Tuesday, December 31, 2019

THE JOB AT HAND

By Ben Greenman
from forthcoming collection, as yet untitled

The year will be remembered for the crisp weather and the magnificent views of the lake and the mountains behind it. Friday was one of the clearest days ever experienced, the visibility almost twenty miles, and something in the air itself that seemed to sharpen the grain of the scene until it approached the resolution of nature itself. During the first part of the week there had been periods of brief rain, but they had cleared by Friday. She sat on her porch and looked south. She saw her father’s cabin on the far shore of the lake. She saw the flag waving atop town hall. She saw the glinting glass facade of the new hotel, and the red band of the canopy over the rooftop restaurant, and even the brick chimney for the pizza oven beside which she had, just weeks before, sat and enjoyed a beer with Edward, her ex-husband, at which he had argued that they never should have separated, since they were still deeply attracted to each other and still young enough to make the most of it (“I think about your hair so much,” he had said, shaking his head ruefully as if the fault was all his), and she had passed him a plain white envelope containing enough cash to keep him focused on the job at hand, which was a simple matter, really, of driving to a lodge on the near shore where several prominent politicians were meeting for lavishly catered dinners and light hikes through the beautiful foothills, pulling into the roundabout, handing his keys to the valet—he made sure that the man got a good look at him, or rather, at his disguise, the shaggy greying hair, the scar along the left side of his jawbone—striding through the lobby, and assassinating the Senator. Edward was right. They still charged each others batteries. Even thinking of him going through the lobby with purpose set off a little firework at the base of her skull—and elsewhere. “And elsewhere,” she said to no one. She ran her hand through the long black curtain of her hair.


WORK ITEM:
Go through the lines below. Copy those with "triangle".
╭──
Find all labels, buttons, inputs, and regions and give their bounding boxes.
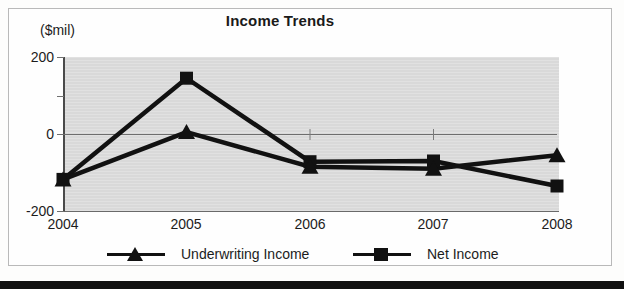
legend-label-underwriting-income: Underwriting Income <box>181 246 309 262</box>
chart-figure: Income Trends ($mil) 200 0 -200 2004 200… <box>0 0 624 289</box>
legend-key-triangle <box>105 244 167 264</box>
marker-net-income-2005 <box>180 72 193 85</box>
square-marker-icon <box>374 248 388 261</box>
marker-net-income-2008 <box>551 180 564 193</box>
page-bottom-rule <box>0 281 624 289</box>
legend-label-net-income: Net Income <box>427 246 499 262</box>
legend-key-square <box>351 244 413 264</box>
legend-entry-net-income: Net Income <box>351 243 499 265</box>
legend-entry-underwriting-income: Underwriting Income <box>105 243 309 265</box>
chart-legend: Underwriting Income Net Income <box>63 243 563 265</box>
triangle-marker-icon <box>127 247 143 261</box>
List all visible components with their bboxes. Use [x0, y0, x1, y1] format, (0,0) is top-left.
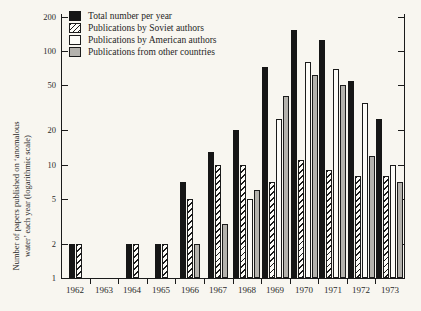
y-tick-right: [398, 165, 404, 166]
year-label: 1962: [60, 285, 90, 296]
legend-label-soviet: Publications by Soviet authors: [88, 23, 204, 34]
legend-swatch-soviet-icon: [69, 23, 81, 33]
bar-soviet-1964: [133, 244, 139, 278]
year-label: 1970: [289, 285, 319, 296]
year-label: 1963: [89, 285, 119, 296]
bar-total-1964: [126, 244, 132, 278]
bar-other-1972: [369, 156, 375, 278]
bar-soviet-1962: [76, 244, 82, 278]
y-tick: [62, 130, 68, 131]
x-tick: [318, 279, 319, 284]
bar-other-1968: [254, 190, 260, 278]
bar-other-1969: [283, 96, 289, 278]
bar-soviet-1966: [187, 199, 193, 278]
y-tick: [62, 17, 68, 18]
legend-label-other: Publications from other countries: [88, 47, 215, 58]
bar-soviet-1972: [355, 176, 361, 278]
y-tick-right: [398, 51, 404, 52]
polywater-publications-chart: Number of papers published on ‘anomalous…: [0, 0, 421, 311]
bar-total-1970: [291, 30, 297, 278]
year-label: 1965: [146, 285, 176, 296]
right-axis-line: [404, 14, 405, 279]
y-tick-label: 5: [30, 194, 56, 204]
bar-total-1969: [262, 67, 268, 278]
bar-american-1969: [276, 119, 282, 278]
bar-other-1966: [194, 244, 200, 278]
y-tick: [62, 51, 68, 52]
y-tick: [62, 244, 68, 245]
legend-swatch-american-icon: [69, 35, 81, 45]
legend-item-american: Publications by American authors: [69, 34, 217, 46]
x-tick: [147, 279, 148, 284]
bar-soviet-1973: [383, 176, 389, 278]
x-tick: [375, 279, 376, 284]
bar-other-1971: [340, 85, 346, 278]
y-tick: [62, 85, 68, 86]
y-tick-right: [398, 85, 404, 86]
bar-american-1973: [390, 165, 396, 278]
bar-soviet-1967: [215, 165, 221, 278]
y-tick-label: 200: [30, 12, 56, 22]
bar-total-1973: [376, 119, 382, 278]
y-tick-right: [398, 17, 404, 18]
legend-item-total: Total number per year: [69, 10, 217, 22]
bar-other-1973: [397, 182, 403, 278]
y-tick-right: [398, 278, 404, 279]
bar-total-1968: [233, 130, 239, 278]
year-label: 1972: [346, 285, 376, 296]
year-label: 1967: [203, 285, 233, 296]
legend-swatch-total-icon: [69, 11, 81, 21]
x-tick: [175, 279, 176, 284]
x-tick: [261, 279, 262, 284]
bar-soviet-1969: [269, 182, 275, 278]
y-tick-label: 10: [30, 160, 56, 170]
bar-other-1967: [222, 224, 228, 278]
y-tick-right: [398, 130, 404, 131]
bar-total-1966: [180, 182, 186, 278]
year-label: 1964: [117, 285, 147, 296]
y-tick-label: 20: [30, 125, 56, 135]
y-tick: [62, 278, 68, 279]
y-axis-line: [61, 14, 62, 279]
bar-total-1967: [208, 152, 214, 278]
year-label: 1969: [260, 285, 290, 296]
bar-other-1970: [312, 75, 318, 278]
bar-total-1971: [319, 40, 325, 278]
bar-soviet-1968: [240, 165, 246, 278]
x-tick: [290, 279, 291, 284]
y-tick-label: 1: [30, 273, 56, 283]
bar-american-1970: [305, 62, 311, 278]
year-label: 1966: [175, 285, 205, 296]
x-tick: [233, 279, 234, 284]
bar-american-1968: [247, 199, 253, 278]
year-label: 1968: [232, 285, 262, 296]
bar-american-1971: [333, 69, 339, 278]
legend-swatch-other-icon: [69, 47, 81, 57]
y-tick-label: 2: [30, 239, 56, 249]
year-label: 1973: [375, 285, 405, 296]
bar-soviet-1965: [162, 244, 168, 278]
bar-total-1962: [69, 244, 75, 278]
y-axis-label-line1: Number of papers published on ‘anomalous: [11, 46, 22, 311]
bar-soviet-1971: [326, 170, 332, 278]
legend-item-soviet: Publications by Soviet authors: [69, 22, 217, 34]
bar-american-1972: [362, 103, 368, 278]
legend-label-american: Publications by American authors: [88, 35, 217, 46]
x-tick: [118, 279, 119, 284]
x-tick: [347, 279, 348, 284]
bar-total-1972: [348, 81, 354, 278]
y-tick: [62, 165, 68, 166]
bar-soviet-1970: [298, 160, 304, 278]
y-tick-label: 50: [30, 80, 56, 90]
x-tick: [90, 279, 91, 284]
y-tick: [62, 199, 68, 200]
year-label: 1971: [318, 285, 348, 296]
x-tick: [204, 279, 205, 284]
legend-item-other: Publications from other countries: [69, 46, 217, 58]
legend-label-total: Total number per year: [88, 11, 172, 22]
y-tick-label: 100: [30, 46, 56, 56]
chart-legend: Total number per yearPublications by Sov…: [69, 10, 217, 58]
bar-total-1965: [155, 244, 161, 278]
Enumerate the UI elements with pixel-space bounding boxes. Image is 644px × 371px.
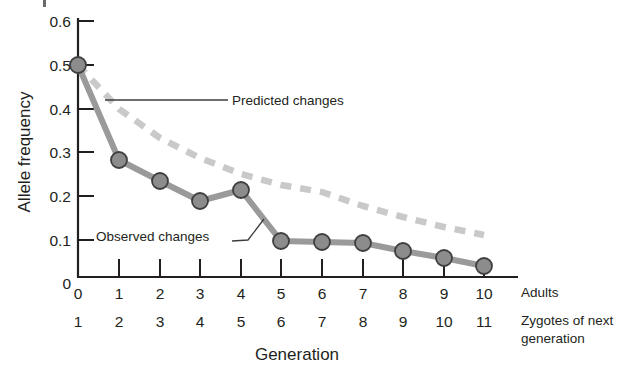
x-tick-label-zygotes-6: 6 <box>277 313 286 330</box>
x-tick-label-adults-2: 2 <box>156 285 165 302</box>
y-tick-label-0.1: 0.1 <box>49 232 71 249</box>
top-edge-artifact <box>43 0 46 7</box>
x-tick-label-zygotes-5: 5 <box>237 313 246 330</box>
x-tick-label-adults-9: 9 <box>440 285 449 302</box>
x-tick-label-zygotes-2: 2 <box>115 313 124 330</box>
allele-frequency-chart: 0.6 0.5 0.4 0.3 0.2 0.1 0 <box>0 0 644 371</box>
x-tick-label-zygotes-10: 10 <box>435 313 453 330</box>
data-point-gen-3 <box>192 193 208 209</box>
data-point-gen-2 <box>152 173 168 189</box>
x-tick-label-zygotes-4: 4 <box>196 313 205 330</box>
y-tick-label-0.5: 0.5 <box>49 57 71 74</box>
axis-row-label-adults: Adults <box>521 285 559 300</box>
y-tick-label-0.6: 0.6 <box>49 13 71 30</box>
x-tick-label-adults-8: 8 <box>399 285 408 302</box>
data-point-gen-6 <box>314 234 330 250</box>
data-point-gen-1 <box>111 152 127 168</box>
data-point-gen-8 <box>395 243 411 259</box>
predicted-changes-label: Predicted changes <box>232 93 344 108</box>
x-tick-label-zygotes-9: 9 <box>399 313 408 330</box>
data-point-gen-5 <box>273 233 289 249</box>
chart-svg: 0.6 0.5 0.4 0.3 0.2 0.1 0 <box>0 0 644 371</box>
x-tick-label-adults-0: 0 <box>74 285 83 302</box>
data-point-gen-4 <box>233 182 249 198</box>
axis-row-label-zygotes-line2: generation <box>521 331 585 346</box>
observed-changes-label: Observed changes <box>96 229 210 244</box>
x-tick-label-zygotes-7: 7 <box>318 313 327 330</box>
x-tick-label-adults-4: 4 <box>237 285 246 302</box>
data-point-gen-10 <box>476 258 492 274</box>
y-tick-label-0: 0 <box>62 275 71 292</box>
y-axis-title: Allele frequency <box>15 91 34 212</box>
x-tick-label-zygotes-1: 1 <box>74 313 83 330</box>
x-axis-title: Generation <box>255 345 339 364</box>
x-tick-label-adults-6: 6 <box>318 285 327 302</box>
x-tick-label-adults-7: 7 <box>359 285 368 302</box>
y-tick-label-0.4: 0.4 <box>49 101 71 118</box>
x-tick-label-zygotes-8: 8 <box>359 313 368 330</box>
x-tick-label-zygotes-3: 3 <box>156 313 165 330</box>
x-tick-label-adults-5: 5 <box>277 285 286 302</box>
data-point-gen-9 <box>436 250 452 266</box>
x-tick-label-adults-10: 10 <box>475 285 493 302</box>
data-point-gen-0 <box>70 57 86 73</box>
axis-row-label-zygotes-line1: Zygotes of next <box>521 313 614 328</box>
y-tick-label-0.3: 0.3 <box>49 144 71 161</box>
y-tick-label-0.2: 0.2 <box>49 188 71 205</box>
x-tick-label-adults-1: 1 <box>115 285 124 302</box>
x-tick-label-zygotes-11: 11 <box>476 313 492 330</box>
x-tick-label-adults-3: 3 <box>196 285 205 302</box>
data-point-gen-7 <box>355 235 371 251</box>
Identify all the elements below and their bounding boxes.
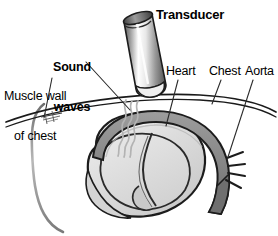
╰──
RESPONSE BELOW:
legend-key-triangle <box>105 244 167 264</box>
triangle-marker-icon <box>127 247 143 261</box>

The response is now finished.